Tennyson belongs, if ever poet belonged, to Class 2: and it is the prettiest irony of fate that, having unreasonably belauded Class 1, he is now being found fault with for not conforming to the supposed requirements of that Class. He, who spoke of the poet as of a seer “through life and death,” is now charged with seeing but a short way beyond his own nose. The Rev. Stopford Brooke finds that he had little sympathy with the aspirations of the struggling poor; that he bore himself coldly towards the burning questions of the hour; that, in short, he stood anywhere but in advance of his age. As if plenty of people were not interested in these things! Why, I cannot step out into the street without running against somebody who is in advance of the times on some point or another.
Of Virgil and Shakespeare.
Virgil and Shakespeare were neither martyrs nor preachers despised in their generation. I have said that as poets they also belong to Class 2. Will a champion of the Typical Poet (new style) dispute this, and argue that Virgil and Shakespeare, though they escaped persecution, yet began with matter that overweighted their style—with deep stuttered thoughts—in fine, with a Message to their Time? I think that view can hardly be maintained. We have the Eclogues before the AEneid; and The Comedy of Errors before As You Like It. Expression comes first; and through expression, thought. These are the greatest names, or of the greatest: and they belong to Class 2.
Of Milton.
Again, no English poetry is more thoroughly informed with thought than Milton’s. Did he find big thoughts hustling within him for utterance? And did he at an early age stutter in numbers till his oppressed soul found relief? And was it thus that he attained the glorious manner of
“Seasons return, but
not to me returns
Day, or the sweet approach
of even or morn....”
—and so on. No, to be short, it was not. At the age of twenty-four, or thereabouts, he deliberately proposed to himself to be a great poet. To this end he practised and studied, and travelled unweariedly until his thirty-first year. Then he tried to make up his mind what to write about. He took some sheets of paper—they are to be seen at this day in the Library of Trinity College, Cambridge—and set down no less than ninety-nine subjects for his proposed magnum opus, before he could decide upon Paradise Lost. To be sure, when the magnum opus was written it fetched L5 only. But even this does not prove that Milton was before his age. Perhaps he was behind it. Paradise Lost appeared in 1667: in 1657 it might have fetched considerably more than L5.
If the Typical Poet have few points in common with Shakespeare or Milton, I fear that the Typical Poet begins to be in a bad way.
Of Coleridge.
Shall we try Coleridge? He had “great thoughts”—thousands of them. On the other hand, he never had the slightest difficulty in uttering them, in prose. His great achievements in verse—his Genevieve, his Christabel, his Kubla Khan, his Ancient Mariner—are achievements of expression. When they appeal from the senses to the intellect their appeal is usually quite simple.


WORK INSTRUCTIONS:
Check each line of the records below for the word "Reibekuchen" and give the number of lines that have it, with nothing added.

SOURCE INFORMATION:
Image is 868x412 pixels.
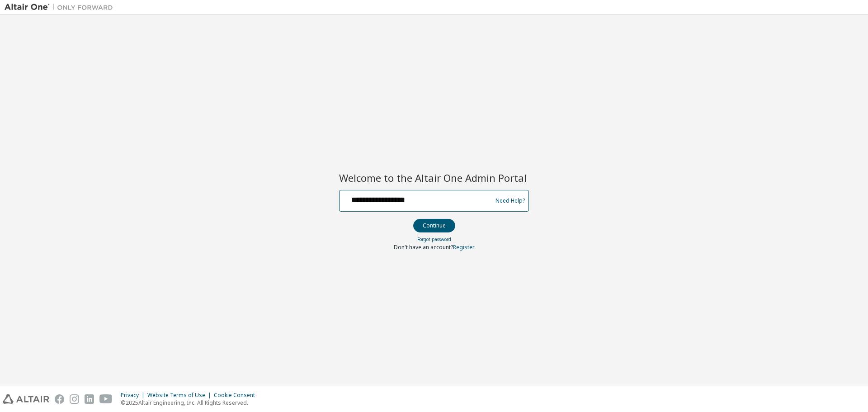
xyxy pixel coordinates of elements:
img: youtube.svg [99,395,112,404]
img: Altair One [4,3,117,12]
a: Forgot password [417,236,451,242]
a: Need Help? [496,200,525,201]
div: Cookie Consent [214,392,260,399]
img: linkedin.svg [85,395,94,404]
p: © 2025 Altair Engineering, Inc. All Rights Reserved. [121,399,260,407]
img: altair_logo.svg [3,395,49,404]
a: Register [453,244,475,251]
button: Continue [413,219,455,233]
div: Privacy [121,392,147,399]
img: facebook.svg [54,395,64,404]
div: Website Terms of Use [147,392,214,399]
h2: Welcome to the Altair One Admin Portal [339,171,529,184]
img: instagram.svg [70,395,79,404]
span: Don't have an account? [393,244,453,251]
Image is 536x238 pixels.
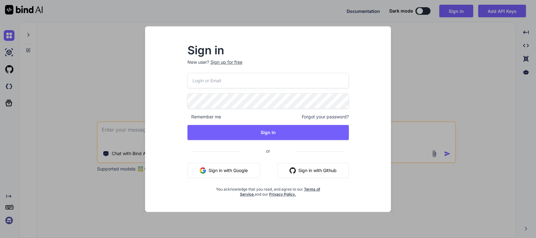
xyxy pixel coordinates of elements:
button: Sign in with Github [277,163,349,178]
input: Login or Email [187,73,349,88]
span: or [241,143,295,158]
button: Sign In [187,125,349,140]
h2: Sign in [187,45,349,55]
div: You acknowledge that you read, and agree to our and our [214,183,322,197]
div: Sign up for free [210,59,242,65]
img: google [200,167,206,174]
button: Sign in with Google [187,163,260,178]
a: Terms of Service [240,187,320,196]
p: New user? [187,59,349,73]
span: Remember me [187,114,221,120]
a: Privacy Policy. [269,192,296,196]
span: Forgot your password? [302,114,349,120]
img: github [289,167,296,174]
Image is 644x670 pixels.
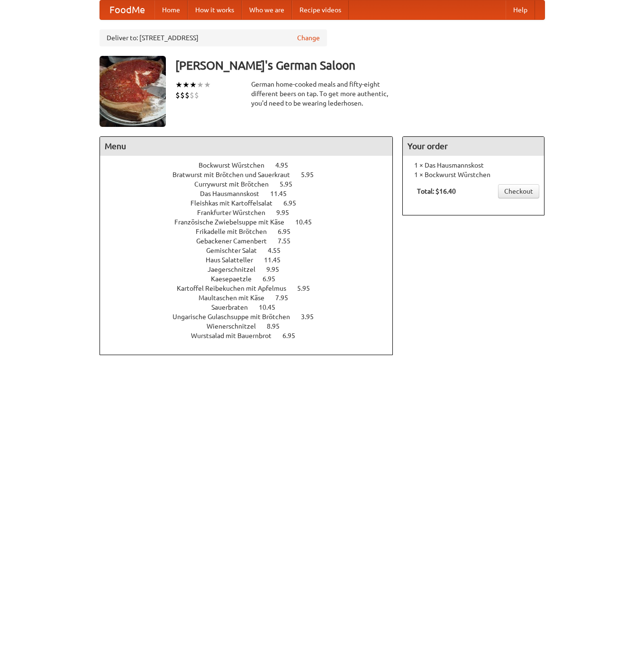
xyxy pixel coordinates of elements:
li: ★ [203,80,211,90]
a: Sauerbraten 10.45 [211,303,293,311]
h4: Your order [403,137,544,156]
li: $ [185,90,189,100]
span: Frikadelle mit Brötchen [196,228,277,235]
li: ★ [189,80,196,90]
span: 3.95 [301,313,323,321]
span: Ungarische Gulaschsuppe mit Brötchen [172,313,299,321]
div: German home-cooked meals and fifty-eight different beers on tap. To get more authentic, you'd nee... [251,80,393,108]
span: 10.45 [259,303,285,311]
a: Gebackener Camenbert 7.55 [196,237,308,245]
span: 6.95 [282,332,305,340]
a: Home [154,1,187,19]
span: 5.95 [301,171,323,179]
a: Gemischter Salat 4.55 [206,247,298,254]
a: Ungarische Gulaschsuppe mit Brötchen 3.95 [172,313,332,321]
span: Haus Salatteller [205,256,263,264]
a: Checkout [498,184,539,199]
a: How it works [187,1,241,19]
li: $ [195,90,199,100]
a: FoodMe [100,1,154,19]
a: Wienerschnitzel 8.95 [206,322,297,330]
span: 10.45 [295,218,321,226]
span: 6.95 [283,199,306,207]
b: Total: $16.40 [417,187,455,195]
span: Frankfurter Würstchen [197,209,275,217]
span: 11.45 [270,190,296,197]
span: Gebackener Camenbert [196,237,277,245]
a: Das Hausmannskost 11.45 [200,190,304,197]
span: 5.95 [280,180,302,188]
span: Gemischter Salat [206,247,266,254]
span: Das Hausmannskost [200,190,269,197]
a: Frankfurter Würstchen 9.95 [197,209,306,217]
li: ★ [175,80,183,90]
div: Deliver to: [STREET_ADDRESS] [99,29,327,47]
li: 1 × Bockwurst Würstchen [408,170,539,179]
a: Recipe videos [292,1,348,19]
span: Wurstsalad mit Bauernbrot [191,332,281,340]
span: 4.95 [275,162,297,169]
span: Fleishkas mit Kartoffelsalat [190,199,282,207]
span: 4.55 [268,247,290,254]
h4: Menu [100,137,393,156]
li: ★ [196,80,203,90]
span: 6.95 [263,275,285,283]
h3: [PERSON_NAME]'s German Saloon [175,56,545,75]
a: Fleishkas mit Kartoffelsalat 6.95 [190,199,314,207]
span: 9.95 [277,209,299,217]
span: Kartoffel Reibekuchen mit Apfelmus [177,285,296,293]
span: Currywurst mit Brötchen [195,180,278,188]
a: Who we are [241,1,292,19]
a: Bratwurst mit Brötchen und Sauerkraut 5.95 [172,171,332,179]
img: angular.jpg [99,56,166,127]
a: Jaegerschnitzel 9.95 [208,266,296,273]
a: Kartoffel Reibekuchen mit Apfelmus 5.95 [177,285,327,293]
li: 1 × Das Hausmannskost [408,160,539,170]
span: Wienerschnitzel [206,322,265,330]
a: Kaesepaetzle 6.95 [211,275,293,283]
span: 9.95 [266,266,288,273]
li: $ [180,90,185,100]
a: Currywurst mit Brötchen 5.95 [195,180,309,188]
li: ★ [183,80,189,90]
span: 7.95 [275,294,297,302]
span: 11.45 [264,256,290,264]
span: Bockwurst Würstchen [199,162,274,169]
span: Jaegerschnitzel [208,266,265,273]
li: $ [175,90,180,100]
a: Bockwurst Würstchen 4.95 [199,162,306,169]
a: Frikadelle mit Brötchen 6.95 [196,228,308,235]
span: 8.95 [267,322,289,330]
a: Wurstsalad mit Bauernbrot 6.95 [191,332,312,340]
span: Sauerbraten [211,303,257,311]
span: 6.95 [278,228,300,235]
span: Französische Zwiebelsuppe mit Käse [174,218,294,226]
a: Maultaschen mit Käse 7.95 [199,294,306,302]
span: Maultaschen mit Käse [199,294,274,302]
a: Change [297,34,320,42]
a: Französische Zwiebelsuppe mit Käse 10.45 [174,218,329,226]
span: Kaesepaetzle [211,275,261,283]
a: Help [506,1,535,19]
li: $ [189,90,195,100]
a: Haus Salatteller 11.45 [205,256,298,264]
span: 5.95 [297,285,319,293]
span: Bratwurst mit Brötchen und Sauerkraut [172,171,299,179]
span: 7.55 [278,237,300,245]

ANSWER FOR THE TASK:
2